SQL Slammer Worm : Technically Speaking

Firewall's Baseline Protection

Isn't it obvious that every internet facing system should have some boundary control mechanism in place? a Firewall for example?. Well ok that's true but a firewall that lets undesirable traffic through to the 'protected' systems is no firewall at all.

For the worm to have had such a widespread and significant effect on the Internet as a whole, it must be the case that thousands of SQL servers, in all their various guises, were either exposed directly, i.e. without any boundary control mechanisms, or behind a badly configured firewall which let the UDP / 1434 traffic through from infected systems.

No matter how much we believe our firewall's are secure and actually it is obvious they are not! how can anyone justify placing any kind of sensitive data on a web server?

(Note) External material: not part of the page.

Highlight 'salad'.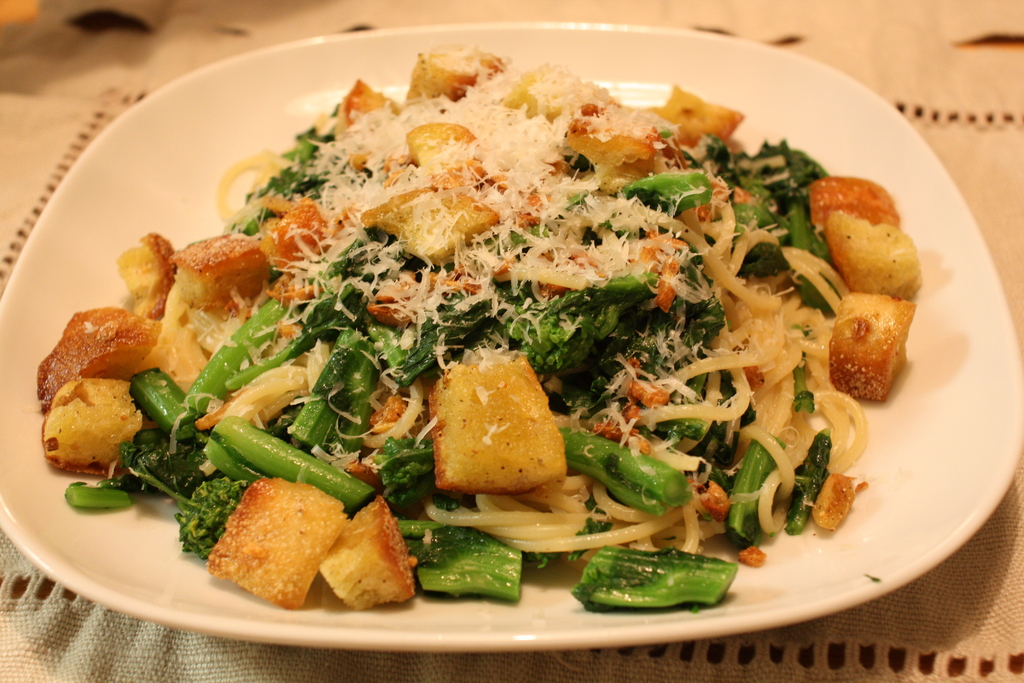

What ever your platform or web server, IBM; Microsoft; Apache that you chose to deploy, you have to assume that any such system placed in such a hostile environment as the Internet, will be compromised at some point. The patch isn't the issue! We have the basic architecture wrong!

Database Connectivity

A typical scenario involves intimate connectivity between the user interface on the web server and the back end data using some form of data connection, e.g. port 1433 running some form of application layer such as Microsoft's ADO. Compromise the web server and the intruder now has direct access to the database, consider the implications of a simple SQL statement 'DROP ALL'.

In many instances the database engine is actually on the web server, the system architect believing that a simplified snapshot of the corporate database located there is significantly safer that allowing the web server to connect directly to the main database itself. However, once compromised that server would probably deliver the means to gain access to the back end database as well as the local snapshot.

Hopefully the architect will assume that the hosting of the database engine on the same machine as the web server is both inefficient as well as a security risk and will split these functions across two or more machines. In some cases they may even decide that it would be better to locate the servers on different zones on the firewall. This is innefective as a countermeasure; the risk is brought about by the connectivity at the SQL level.